WAITSBURG–"Not too many kids from Prescott are able to say they spent their nineteenth birthday in Tokyo, Japan," Jack McCaw, 96, said recently in recalling where he was and what he was doing during those events at the conclusion of World War II in August, 1945.

McCaw joined the service upon reaching his eighteenth birthday in March, 1945, and found himself aboard an LSM (landing ship, medium), in the Pacific Theater. He and a couple classmates from the Prescott High School Class of 1945 missed graduation; Jack's mother Katherine McCaw collected his diploma in his absence.

His father, Jay McCaw, delivered him to the train depot in Walla Walla and he took basic training on Coronado Island, San Diego, Calif.

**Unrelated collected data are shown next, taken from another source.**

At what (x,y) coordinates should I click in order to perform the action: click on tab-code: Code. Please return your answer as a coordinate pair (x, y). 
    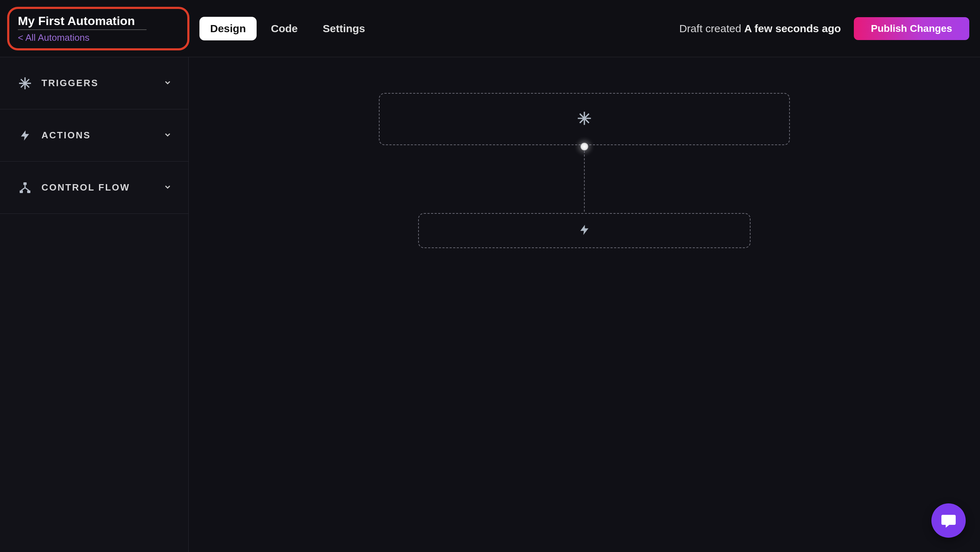
    Looking at the image, I should click on (285, 29).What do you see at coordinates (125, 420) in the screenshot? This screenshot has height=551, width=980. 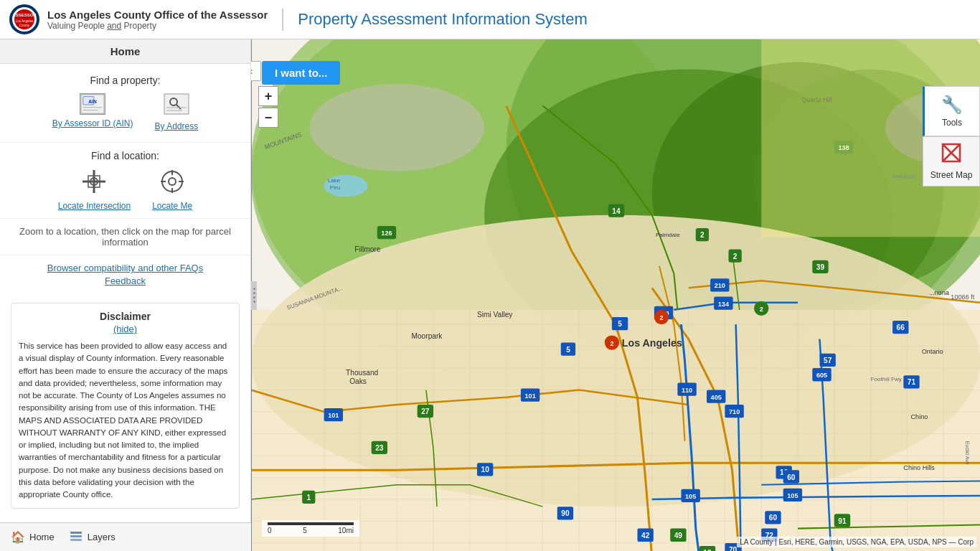 I see `disclaimer-text: This service has been provided to allow …` at bounding box center [125, 420].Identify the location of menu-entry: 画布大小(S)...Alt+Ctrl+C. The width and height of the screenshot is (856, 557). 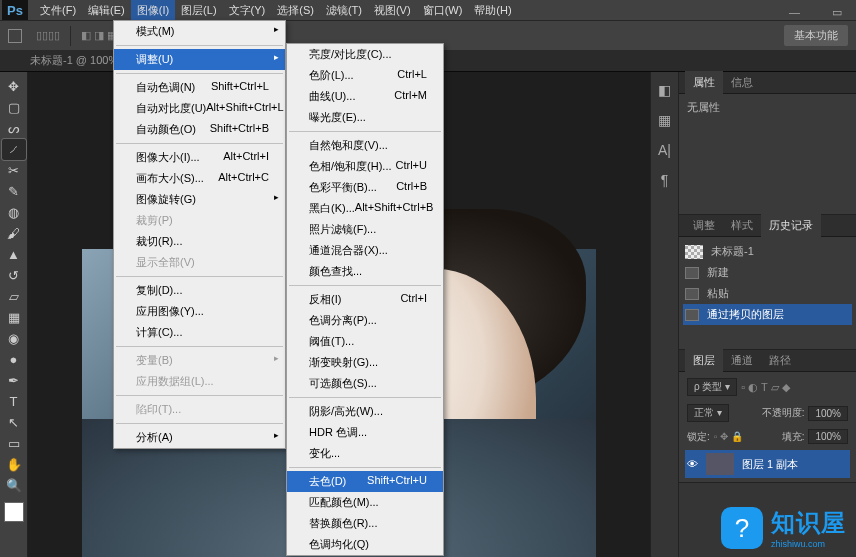
(200, 178).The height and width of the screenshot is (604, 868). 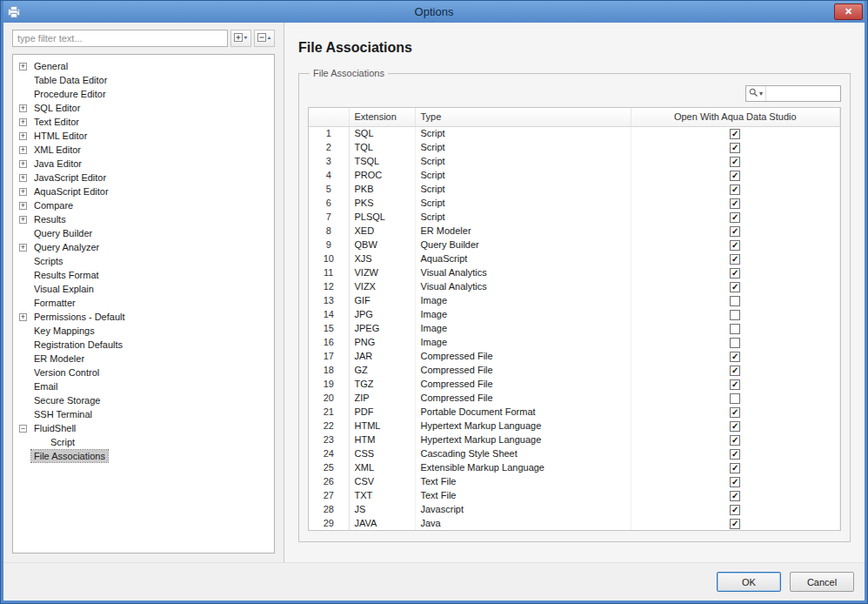 What do you see at coordinates (382, 426) in the screenshot?
I see `extension-cell: HTML` at bounding box center [382, 426].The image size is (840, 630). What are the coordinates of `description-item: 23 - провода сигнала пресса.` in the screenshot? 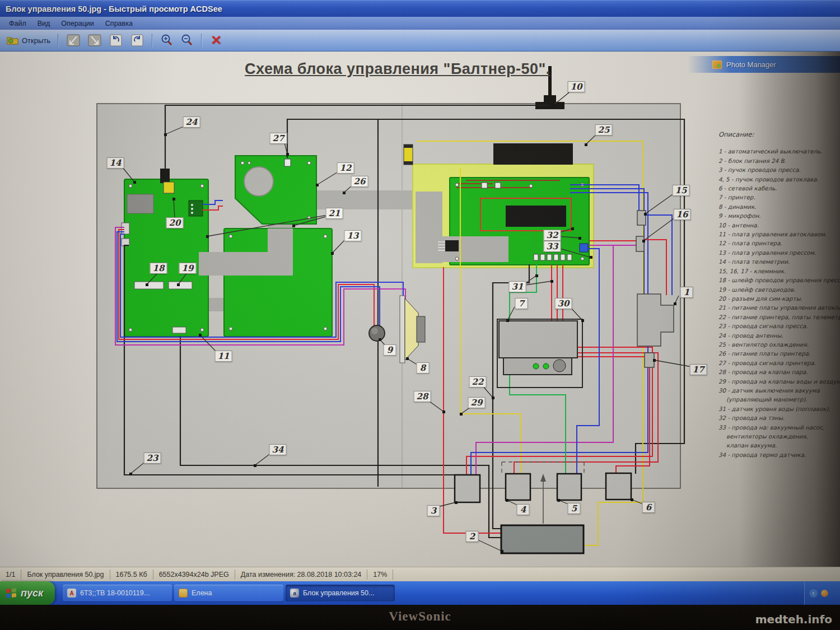 It's located at (778, 326).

He attended engine school then was transported across the Pacific Ocean on a steamer, where he attached to LSM 368 in June or July of 1945. The Navy needed an engine man on LSM 159 for a spell, then he was transferred to LSM 80.

McCaw credits President Truman's decision to use the atom bomb as playing a large role in his future. "If we hadn't dropped the bomb and we'd invaded Japan," McCaw said, "the predicted 1.2 million American casualties and 8 million Japanese casualties. Truman saved a hell of a lot of people."

During the occupation, McCaw's LSM pulled alongside another ship and McCaw looked up to see Bobby Estes of Waitsburg looking down at him. "I said 'what the hell are you doing here?' and he said 'what the hell are you doing here?'"

On returning to the United States, McCaw's ship departed from Subic Bay, the Philippines, and sailed beneath the Golden Gate Bridge on its way into port.

McCaw is well known in the Touchet Valley and has been an annual fixture in the Touchet Valley Arts Council Fall musicals through the years. His trademark is breaking the "fourth wall" with a boisterous "Go Navy!" at some point in many of the plays.